On the plus side, the above exchange got us familiar with the blog of Ken Weiss and co-authors (@ecodevoevo on twitter), which is very thoughtfully written and has become our daily read. Readers may enjoy their today’s commentary on big data in medicine.

The ‘Oz’ of medicine: look behind the curtain or caveat emptor!

They highlight six problems with the ‘big data’ approach. The following list is only an abbreviated version of their very detailed commentary.

Problem 1: Risks are estimated retrospectively–from the past experience of sampled individuals, whether in a properly focused study or in a Big Data extravaganza. But risks are only useful prospectively: that is, about what will happen to you in your future, not about what already happened to somebody else (which, of course, we already know).

Problem 2: We are usually not actually applying any serious form of ‘theory’ to the model or to the results. We are just searching for non-random associations (correlations) that may be just chance, may be due to the measured factor, or may be due to some other confounding but unmeasured factors.

Problem 3: Statistical analysis is based on probability concepts, which in turn are (a) based on ideas of repeatability, like coin flipping, and (b) that the probabilities can be accurately estimated.

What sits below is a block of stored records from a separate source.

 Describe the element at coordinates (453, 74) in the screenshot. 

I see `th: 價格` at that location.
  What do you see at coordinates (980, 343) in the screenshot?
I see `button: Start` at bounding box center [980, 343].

But people, not to mention their environments, are not replicable entities (not even ‘identical’ twins).

Problem 4: Competing causes inevitably gum up the works. Your risk of a heart attack depends on your risk of completely unrelated causes, like car crashes, drug overdoses, gun violence, cancer or diabetes, etc.

Problem 5: Theory in physics is in many ways the historic precedent on which we base our thinking……But life is not replicable in that way.

Problem 6: Big Data is proposed as the appropriate approach, not a focused hypothesis test. Big Data are uncritical data–by policy! This raises all sorts of issues such as nature of sample and accuracy of measurements (of genotypes and of phenotypes).